Whenever I go home via the expressway, I go through the Bocaue exit and pass by row upon row of firecracker stalls. The whole thing was a clusterfuck waiting to happen: Firecracker stalls side by side with other firecracker stalls, gas stations, and (I kid you not) auto repair shops and open-flame carinderias. Forget the fact that all this right beside a major highway, prone to stray sparks from vehicles and maybe the occassional cigarette butt from random motorists.
Against all probability, nothing happened. Until this morning, when I woke to the sound of explosions, and the sight of smoke against the dawn. The firecracker stalls by the Bocaue exit have been razed by fire, taking with them 8 lives and affecting close to 1,000 homes. It took one more act of stupidity on top of all this bozosity to blow up on our faces: “a buyer tested a type of firecracker called “higad” and its sparks reached a display of firecrackers …” Kinda reminds you of the gas station scene in Zoolander don’t it?
This isn’t a fortuitous event, this is something that could have been avoided with a rat brain’s worth of diligence. But there’s none of it in the factories where they kill child laborers slowly, (or through an equally moronic lack of safeguards, blow them to smithereens), none of it among municipal officials who were supposed to prevent this with proper zoning, and certainly none among the proprietors of these establishments.

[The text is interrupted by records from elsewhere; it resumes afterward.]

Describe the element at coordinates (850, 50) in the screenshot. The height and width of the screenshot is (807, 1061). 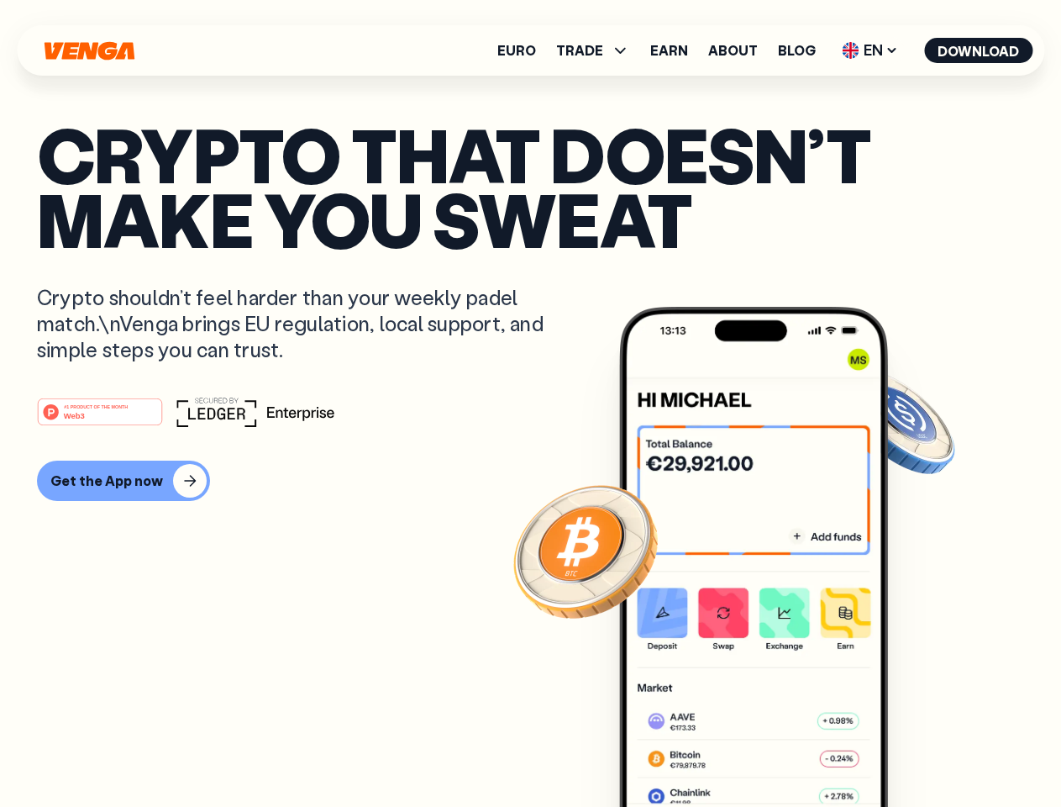
I see `img: flag-uk` at that location.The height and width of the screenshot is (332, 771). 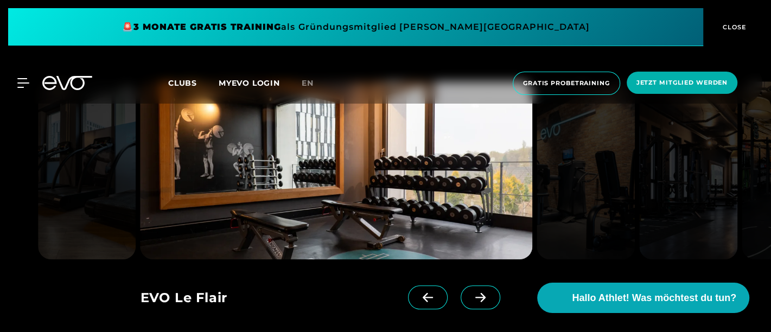 I want to click on a: Gratis Probetraining, so click(x=567, y=83). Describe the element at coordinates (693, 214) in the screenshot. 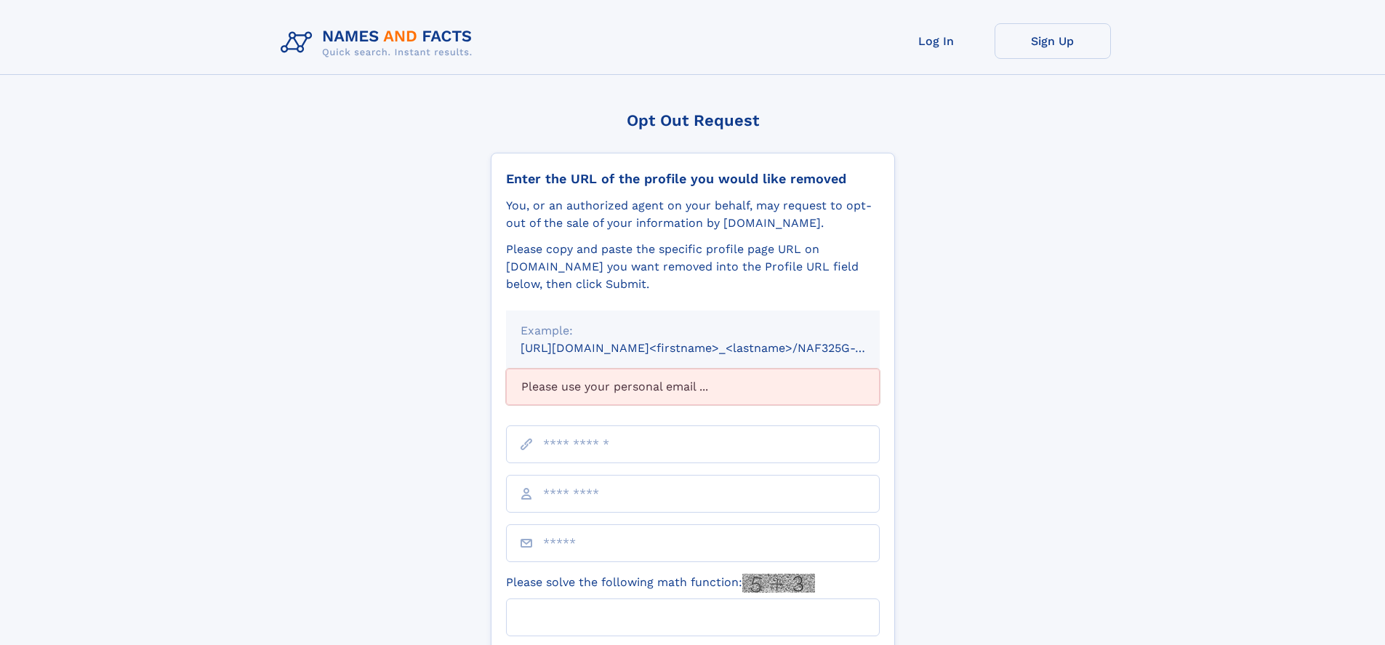

I see `div: You, or an authorized agent on your behalf, may request to opt-out of the sale of your informatio...` at that location.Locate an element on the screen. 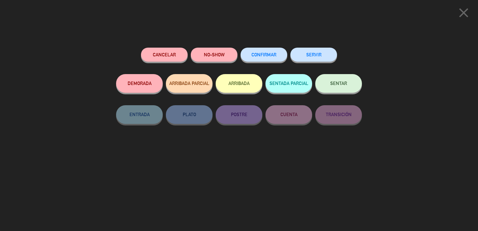 The height and width of the screenshot is (231, 478). button: ARRIBADA PARCIAL is located at coordinates (189, 83).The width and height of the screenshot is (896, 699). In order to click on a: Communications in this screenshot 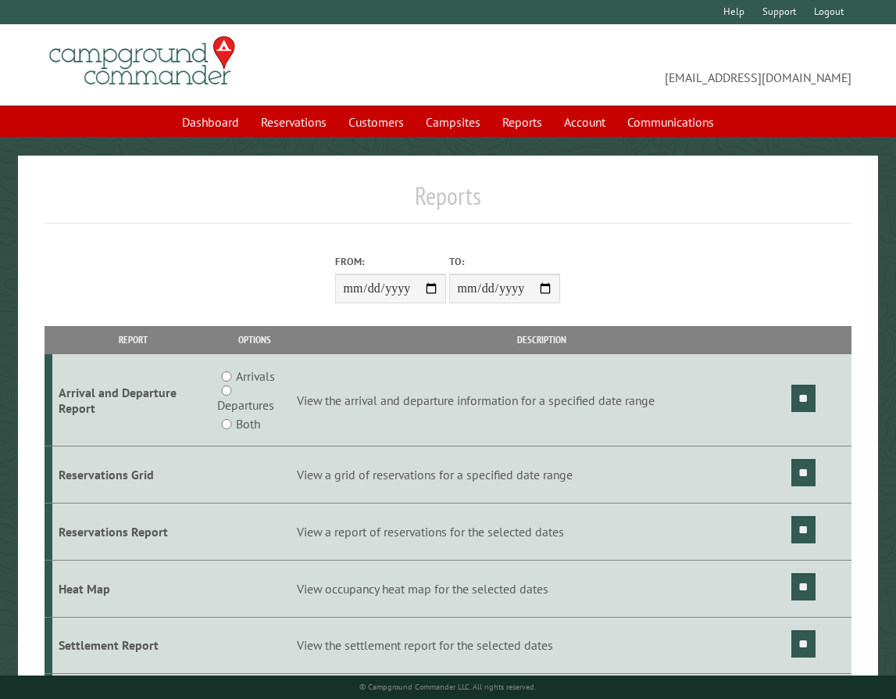, I will do `click(671, 122)`.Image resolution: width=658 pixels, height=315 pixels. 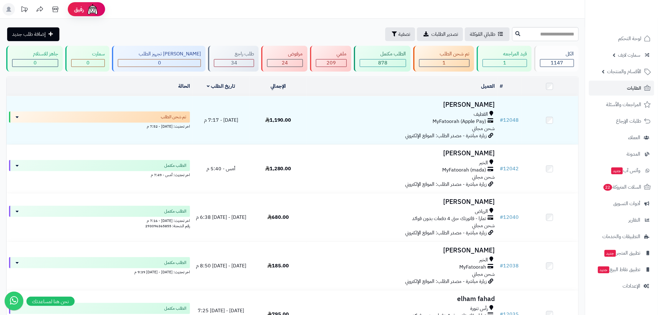 What do you see at coordinates (622, 187) in the screenshot?
I see `a: السلات المتروكة22` at bounding box center [622, 187].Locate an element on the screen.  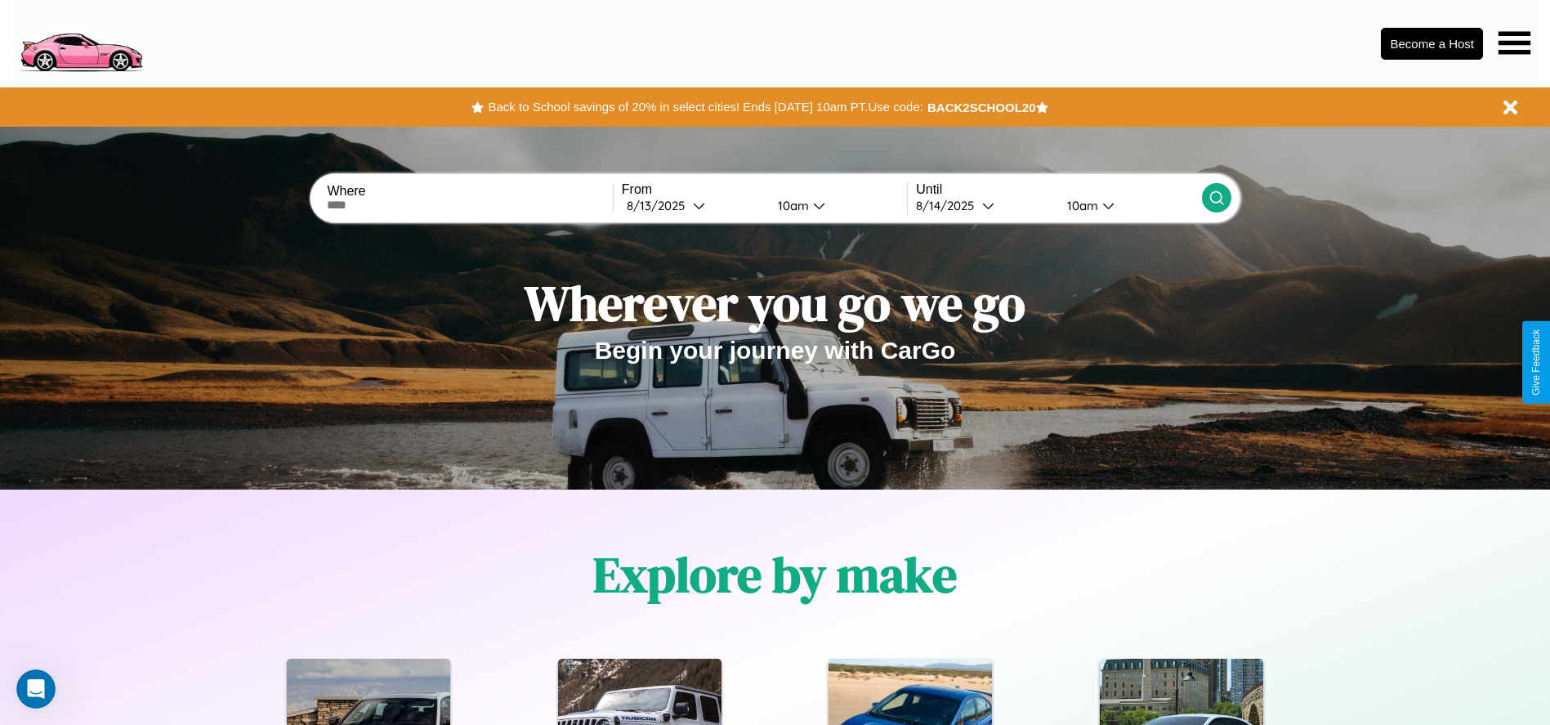
label: Where is located at coordinates (469, 191).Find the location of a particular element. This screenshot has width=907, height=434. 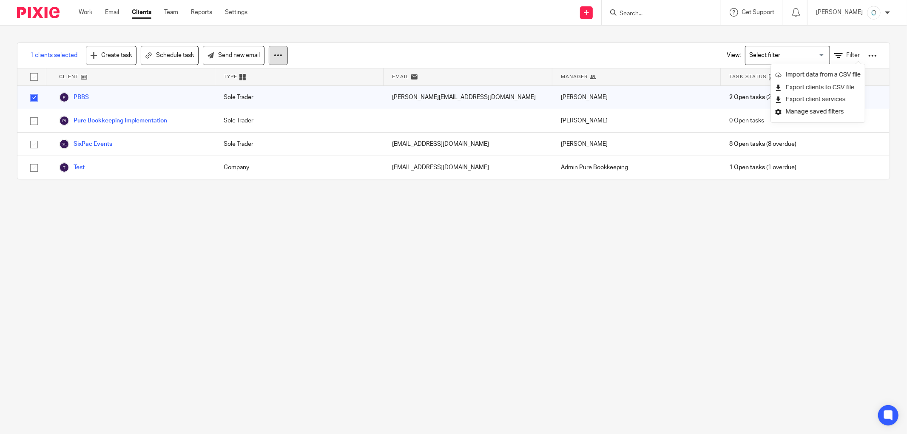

And yet the firecracker industry has the temerity to bemoan how they’re being slaughtered by smuggling. In a rational democracy, that should be the least of their problems. What we have here is a classic externality problem: A wide gap exists between the private marginal costs to the firecracker industry, and the inevitable social marginal costs to everyone. Legal liability helps bridge that gap by “internalizing” such externalities, transferring the costs back to the guilty parties. But that’s assuming the system works. The laws are in place, yes. But 1) lax/no enforcement and 2) relative inaccessibility of the courts translate to no law at all.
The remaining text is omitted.